Herbert Spencer Gasser, 1888-1963
Author(s) -
E. D. Adrian
Publication year - 1964
Publication title -
biographical memoirs of fellows of the royal society
Language(s) - English
Resource type - Journals
eISSN - 1748-8494
pISSN - 0080-4606
DOI - 10.1098/rsbm.1964.0005
Subject(s) - spare time , medical school , operations research , gerontology , medicine , classics , history , medical education , philosophy , humanities , engineering
Herbert Spencer Gasser studied medicine at the time when physiology was at the front of the medical and biological advance. He became one of the foremost physiologists of his generation and remained so in spite of his wider responsibilities as Director of the Rockefeller Institute. He combined experimental skill with a wide knowledge of scientific principles and a singular charm which gave him many friends. He was born in Plattville, Wisconsin, on 5 July 1888, and went to school there. In his account of himself in the Nobel Prize volume for 1945 he recalls that Plattville had a Normal School of unusual quality. He had a good grounding there in languages and elementary science, and was equally fortunate at the State University where the medical school had just been established with a staff of young and enthusiastic teachers. In the physiology department he worked under Dr Erlanger in an atmosphere of research and there his further interests were determined.
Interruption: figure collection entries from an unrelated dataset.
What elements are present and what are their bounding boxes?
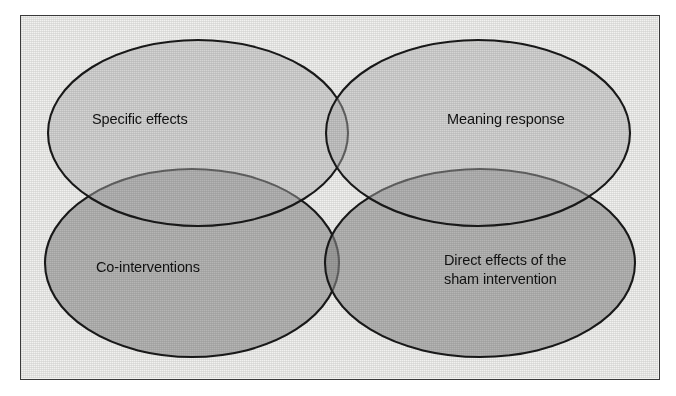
venn-label-co-interventions: Co-interventions [96, 258, 200, 277]
venn-label-direct-effects-sham: Direct effects of the sham intervention [444, 251, 567, 288]
venn-label-specific-effects: Specific effects [92, 110, 188, 129]
venn-label-meaning-response: Meaning response [447, 110, 565, 129]
figure-page: Specific effects Meaning response Co-int… [0, 0, 676, 396]
venn-ellipse-meaning-response [326, 40, 630, 226]
venn-ellipse-specific-effects [48, 40, 348, 226]
venn-diagram [0, 0, 676, 396]
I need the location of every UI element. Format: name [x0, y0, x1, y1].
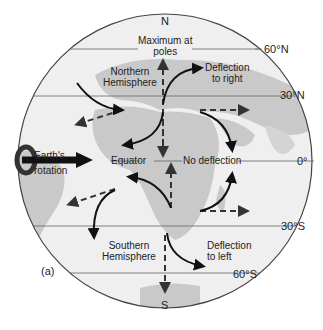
panel-label: (a): [41, 265, 54, 277]
lat-60s-label: 60°S: [233, 268, 257, 280]
north-pole-label: N: [161, 15, 169, 27]
equator-label: Equator: [111, 155, 146, 166]
lat-60n-label: 60°N: [264, 43, 289, 55]
northern-hemisphere-label: Northern Hemisphere: [103, 66, 157, 88]
deflection-right-label: Deflection to right: [205, 62, 249, 84]
lat-30n-label: 30°N: [280, 89, 305, 101]
deflection-left-label: Deflection to left: [207, 240, 251, 262]
southern-hemisphere-label: Southern Hemisphere: [102, 240, 156, 262]
lat-30s-label: 30°S: [281, 220, 305, 232]
south-pole-label: S: [161, 299, 168, 311]
no-deflection-label: No deflection: [183, 155, 241, 166]
lat-0-label: 0°: [297, 155, 308, 167]
maximum-at-poles-label: Maximum at poles: [138, 35, 192, 57]
earth-rotation-label: Earth's rotation: [34, 150, 67, 176]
He finished his medical course at Johns Hopkins, taking his M.D. in 1915 and working in his spare time with Dr W. H. Howell, the professor of physiology: then, after a year at the University of Wisconsin, he rejoined Dr Erlanger, who had gone to St Louis as head of the Department of Physiology at Washington University. They were both keenly interested in the development of nerve physiology and were soon to begin a collaboration which lasted many years.